On 5/8/2022 3:47 PM, Stan Brown wrote:
On 2022-05-08 10:17, Scott Soderling wrote:
Debit to Assets:Investment Account
Credit to Income:Investment Gains and Losses
(Some people, me among them, would put Investment Gains and Losses under
Equity rather than Income. I do this because investment gains and losses
can exceed the total of all ordinary income and expenses in a given
month; also, I budget my income and expenses but not investment gains
and losses, which are unpredictable. Since these adjusting transactions
are for your benefit and not your accountant's, you can do whatever
feels natural to you.)
This is not quite an account vs non-accountant thing.

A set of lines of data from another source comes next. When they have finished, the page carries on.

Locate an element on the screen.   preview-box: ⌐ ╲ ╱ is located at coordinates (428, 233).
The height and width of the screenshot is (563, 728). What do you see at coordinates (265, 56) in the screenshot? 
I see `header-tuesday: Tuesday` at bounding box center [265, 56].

Two things to keep in mind. Accounts of "type" income or "type" expense
are actually accounts of fundamental type equity << the only REAL types
are asset, liability, and equity. In the earliest days of double entry
bookkeeping (we are talking about hundreds of years ago) there were no
":temporary" account of type income or expense. Then somebody realized
that by (temporarily) doing the transactions against income and expense
additional useful information was to be had. Moved to equity by the
:close the books" process. Because software like gnucash can produce the
reports without "closing the books" we tend not to ever :close the
books" and so don;t "see" the types income and expense as temporary.
So of course you can use equity as the other side. You also should
realize that this might be a very good way to go for "investments" where
the increase over time (the unrealized gains) will NEVER be realized <<
instead, the asset will be "converted" into something else or never
cashed in. In other words, you want the increase in value to bypass
income and go straight to equity. I'll give examples of both:
converted --- A "deferred annuity" (aka "retirement income" policy). The
little policies received each year from the employer (as retirement
benefit*) will be swapped for a single annuity by the carrier when you
retire. They are cash value policies, so you COULD track their increase
in value each year. The point here is that once converted no longer has
a cash value as such << yes it has value, could be marketed --- AND for
fair comparisons of equivalent net worth you MIGHT want to compute the
"present value of an annuity" but you could not market it for anything
like that fair worth. But leave that to somebody like me who knows how
to use actuarial tables (including which to use for this) >>
never cashed in --- a small business, especially a family farm, might
carry a "2nd death" policy on the owners. Again, not cashed in because
the whole point of this is to have the policy face value (plus
additions) available to buy out the shares of those heirs who will not
be involved with continuing the business. Mutual partner insurance is
similar (so the surviving partners can buy out the heirs of the deceased
partner). The whole point of THIS kind of insurance is to allow the
business to continue instead of having to be sold to satisfy the claims
of heirs.
Michael D Novack
* In other words, a "defined contribution" plan which is probably more
common these days than a "defined benefits pension" plan.